We are planning to move our website to https, which currently running on only http only. Web site is running on IIS7 in Windows 2008 server. Do I need to update/modify any configuration settings in the website to make it work on HTTPS? Is it fine just installing certifictes?
I was hosting published site in IIS 7 on Windows 7 installed machine.I had done setting for .NET framework version, Security Options but got Error as shown below
HTTP Error 500.19 - Internal Server Error
The requested page cannot be accessed because the related configuration data for the page is invalid. Detailed Error Information Module IIS Web Core Notification BeginRequest Handler Not yet determined
Error Code 0x800700b7 Config Error There is a duplicate 'system.web.extensions/scripting/scriptResourceHandler' section defined
I have published my site using Visual Stuido's 2008 publish feature. I have then copied these files to a windows 2008 web server with IIS7 installed, it also has .net 3.5 sp1 and MVC installed In IIS I added the site using the 'Add a new site' right click option and then pointed this at the directory my site files are located in, I used the default application pool and it is set to integrated. Then when I attempt to browse I got the error message The Web server is configured to not list the contents of this directory.

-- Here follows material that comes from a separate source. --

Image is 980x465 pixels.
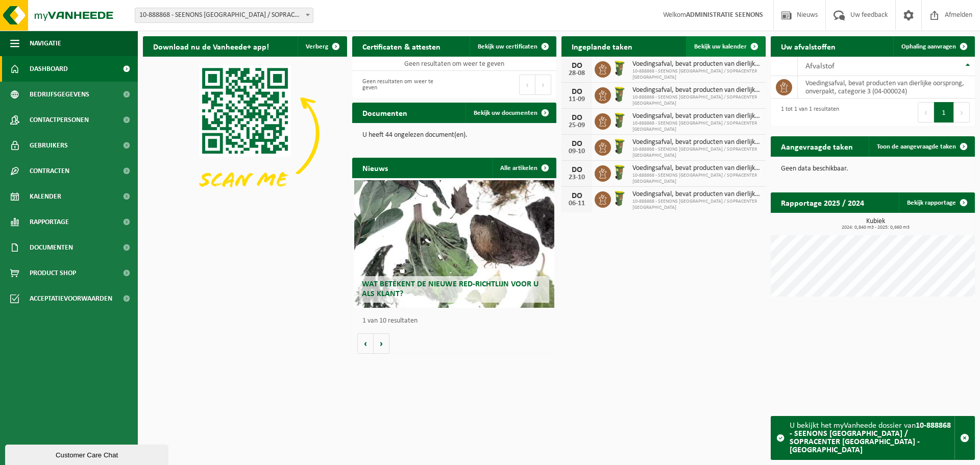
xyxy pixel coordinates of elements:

So I added Default.aspx to the default document list and I then get the following error message
HTTP Error 404.3 - Not Found The page you are requesting cannot be served because of the extension configuration. If the page is a script, add a handler. If the file should be downloaded, add a MIME map. Has anyone got any ideas on what I do next ? I have read lots of articles on this online but most are confusing and dont explain the solution in simple terms Surely it should be pretty straightforard to just deploy an MVC website to IIS7
First, a little background. I have written a custom HTTP compression module for ASP.NET. My development machine has Windows 7 Ultimate, which comes with IIS7. My production environment uses IIS6.
The problem I'm having is, Resource Expert Droid (redbot.org) tells me that I need to add a header to my response to properly support compression: "Vary: Accept-Encoding"
On IIS7 in integrated mode, it works properly. However, in classic mode, which is how my application ultimately runs, I cannot get my code to output this header using any of Response.AppendHeader(), Response.Cache.SetVaryByCustom(), or Response.Cache.VaryByHeaders.
I am attempting to set the content-type of an asp.net .ashx file to text/plain.
When I run this through the ASP.NET Development Server, the content-type is properly set. When I serve it through IIS7, however, the content-type (and any other header values I set) don't come through (it came through as text/html).
The only value set in the HTTP Response Headers section of IIS Manager is the X-Powered-By attribute. I tried setting the content-type here, but that didn't work. But if I removed the X-Powered-By attribute, it was removed from the header.